Title it: If I Had Six Months Left.
Under it, write four sections.
1. Conversations
List three conversations you would have immediately.
Who would you call?
What would you finally say?
Now ask yourself: what stops you from initiating at least one of those this week?
2. Risks
List three risks you would take.
Start the venture.
Change the role.
End the draining commitment.
Then circle one that is not reckless — just uncomfortable.

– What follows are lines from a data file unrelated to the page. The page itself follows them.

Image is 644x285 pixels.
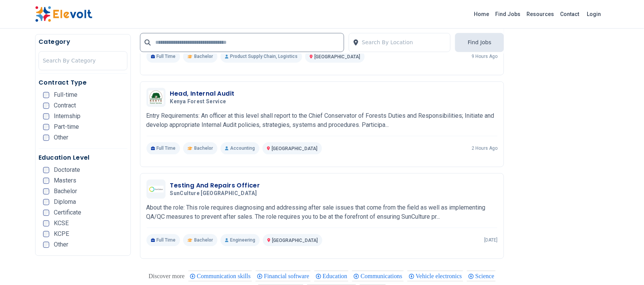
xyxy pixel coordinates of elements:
span: SunCulture [GEOGRAPHIC_DATA] [170,191,257,198]
span: Masters [54,178,76,184]
p: [DATE] [485,237,498,243]
span: Vehicle electronics [416,274,464,280]
input: KCSE [43,220,49,227]
a: SunCulture KenyaTesting And Repairs OfficerSunCulture [GEOGRAPHIC_DATA]About the role: This role ... [147,180,498,247]
input: Masters [43,178,49,184]
iframe: Advertisement [513,34,609,263]
p: Engineering [221,235,260,247]
h3: Head, Internal Audit [170,89,235,99]
input: Diploma [43,200,49,206]
span: Doctorate [54,167,80,173]
span: [GEOGRAPHIC_DATA] [314,54,360,60]
span: Bachelor [194,237,213,243]
input: KCPE [43,231,49,237]
span: [GEOGRAPHIC_DATA] [272,238,318,243]
h5: Education Level [38,154,127,163]
a: Kenya Forest ServiceHead, Internal AuditKenya Forest ServiceEntry Requirements: An officer at thi... [147,88,498,155]
input: Full-time [43,92,49,98]
span: Kenya Forest Service [170,99,226,106]
a: Contact [558,8,583,20]
input: Bachelor [43,189,49,195]
input: Doctorate [43,167,49,173]
div: Vehicle electronics [408,271,464,282]
span: KCSE [54,220,69,227]
div: Financial software [256,271,311,282]
input: Certificate [43,210,49,216]
span: Communications [361,274,404,280]
a: Home [471,8,493,20]
a: Find Jobs [493,8,524,20]
p: Accounting [221,142,260,155]
p: 9 hours ago [472,54,498,60]
span: Education [323,274,350,280]
div: Communication skills [188,271,252,282]
p: 2 hours ago [472,146,498,152]
span: Other [54,135,69,141]
iframe: Chat Widget [606,249,644,285]
span: Science [476,274,497,280]
span: Contract [54,103,76,109]
img: Elevolt [35,6,92,22]
span: Financial software [264,274,312,280]
span: Bachelor [194,146,213,152]
p: About the role: This role requires diagnosing and addressing after sale issues that come from the... [147,204,498,222]
span: Bachelor [194,54,213,60]
div: Communications [352,271,403,282]
span: Internship [54,114,81,120]
img: Kenya Forest Service [149,91,164,104]
input: Other [43,135,49,141]
div: Education [314,271,349,282]
p: Entry Requirements: An officer at this level shall report to the Chief Conservator of Forests Dut... [147,112,498,130]
button: Find Jobs [456,33,504,52]
div: Science [467,271,496,282]
p: Product Supply Chain, Logistics [221,50,302,63]
input: Other [43,242,49,248]
p: Full Time [147,50,180,63]
input: Internship [43,114,49,120]
a: Resources [524,8,558,20]
h3: Testing And Repairs Officer [170,181,260,191]
p: Full Time [147,142,180,155]
h5: Contract Type [38,79,127,87]
span: Other [54,242,69,248]
span: Communication skills [197,274,253,280]
h5: Category [38,38,127,47]
img: SunCulture Kenya [149,186,164,193]
p: Full Time [147,235,180,247]
div: These are topics related to the article that might interest you [149,272,184,282]
span: [GEOGRAPHIC_DATA] [272,147,318,152]
input: Part-time [43,124,49,130]
a: Login [583,7,606,22]
span: Certificate [54,210,81,216]
span: KCPE [54,231,69,237]
span: Bachelor [54,189,77,195]
input: Contract [43,103,49,109]
span: Diploma [54,200,76,206]
span: Full-time [54,92,77,98]
span: Part-time [54,124,79,130]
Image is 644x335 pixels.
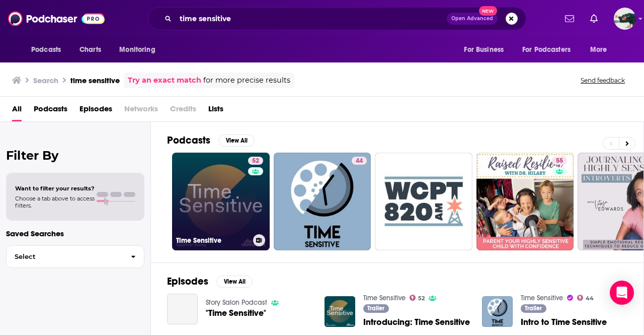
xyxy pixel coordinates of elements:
a: 52 [410,295,425,301]
a: Podcasts [33,100,68,121]
span: Trailer [525,305,542,311]
img: Intro to Time Sensitive [482,296,513,327]
a: EpisodesView All [167,275,252,287]
button: Show profile menu [614,7,636,29]
p: Saved Searches [6,228,145,238]
span: Logged in as fsg.publicity [614,7,636,29]
button: open menu [112,40,168,60]
a: PodcastsView All [167,134,254,147]
a: Show notifications dropdown [586,10,602,27]
button: open menu [583,40,620,60]
span: Select [7,253,123,260]
button: Send feedback [577,76,628,84]
span: for more precise results [204,74,291,86]
a: 55 [476,153,574,250]
a: Episodes [80,100,112,121]
a: Try an exact match [128,74,202,86]
span: 44 [586,296,594,301]
span: More [590,43,607,57]
h3: Search [33,76,58,85]
span: New [479,6,497,15]
a: Charts [73,40,107,60]
input: Search podcasts, credits, & more... [175,11,447,27]
span: For Podcasters [522,43,570,57]
a: 55 [552,157,567,165]
a: Introducing: Time Sensitive [363,318,470,326]
button: Open AdvancedNew [447,13,497,25]
a: "Time Sensitive" [206,309,266,317]
span: Trailer [367,305,384,311]
span: Podcasts [31,43,61,57]
span: Credits [170,100,196,121]
span: 55 [556,156,563,166]
a: 52 [248,157,263,165]
a: "Time Sensitive" [167,293,197,324]
button: View All [218,135,254,147]
img: User Profile [614,7,636,29]
a: Intro to Time Sensitive [521,318,607,326]
button: View All [216,275,252,287]
span: Open Advanced [451,16,493,21]
a: 52Time Sensitive [172,153,270,250]
img: Introducing: Time Sensitive [325,296,355,327]
span: Networks [125,100,158,121]
h3: time sensitive [70,76,120,85]
span: 44 [355,156,363,166]
h2: Filter By [6,148,145,163]
span: 52 [418,296,424,301]
span: Choose a tab above to access filters. [15,195,94,209]
h3: Time Sensitive [176,236,249,245]
span: Charts [80,43,101,57]
div: Search podcasts, credits, & more... [148,7,526,30]
a: Lists [208,100,224,121]
button: open menu [515,40,585,60]
a: 44 [577,295,594,301]
a: 44 [351,157,367,165]
h2: Episodes [167,275,208,287]
a: 44 [274,153,371,250]
h2: Podcasts [167,134,210,147]
div: Open Intercom Messenger [610,280,634,305]
a: Story Salon Podcast [206,298,267,307]
span: Monitoring [119,43,155,57]
a: All [12,100,21,121]
button: Select [6,245,145,268]
span: 52 [252,156,259,166]
button: open menu [24,40,74,60]
img: Podchaser - Follow, Share and Rate Podcasts [8,9,104,28]
span: For Business [464,43,503,57]
button: open menu [457,40,516,60]
span: Want to filter your results? [15,185,94,192]
a: Time Sensitive [363,293,406,302]
a: Show notifications dropdown [561,10,578,27]
a: Time Sensitive [521,293,563,302]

What is the smallest first step?
3. Experiences
List three experiences you would prioritise.
Travel.
Learning.
Creation.
Not as escape — but as expansion.
What can you begin planning now?
4. Eliminations
Perhaps the most powerful section.
List three things you would stop doing.
Scrolling endlessly.
Attending out of obligation.
Overcommitting to people who do not reciprocate.
You don’t need six months left to eliminate one of these today.
The Real Question
Here’s the part most people avoid.
If something feels urgent under a six-month scenario, why is it optional now?
Why are you behaving as though you have infinite runway?
Time is the one asset you cannot earn back.
Money returns.
Reputation can be rebuilt.
Skills can be developed.
Time moves in one direction.
And every day you postpone bold action, you are spending something you cannot replenish.
Waking Up
This isn’t about living in constant intensity.
It’s about waking up.
Waking up to the fragility of opportunity.
Waking up to the fact that comfort can quietly rob you of your edge.
Waking up to the truth that many of your current hesitations are not logical — they are habitual.
If you knew you had six months left, you would not waste energy on small thinking.
You would not shrink your ambition.
You would not delay impact.
So why are you doing it now?
Feet Up — But Fully Alive
Let’s return to the image from the beginning.
Feet up. Quiet. Reflective.
But this time, there’s no diagnosis. No countdown.
Just awareness.
You understand that life is unpredictable.
You understand that time is finite.
And instead of panicking, you decide to live deliberately.
You risk more — intelligently.
You attempt more — boldly.
You create more — consistently.
You eliminate more — ruthlessly.
You make daring action your norm.
Not because you are afraid of dying.
But because you are committed to truly living.
The truth is, most people will never know when their final six months begin.
But you don’t need the warning.
You just need the awareness.
So here’s the real question:
If you don’t have all the time in the world — and you don’t — what are you going to do differently starting today?
And more importantly —
What are you going to stop waiting for?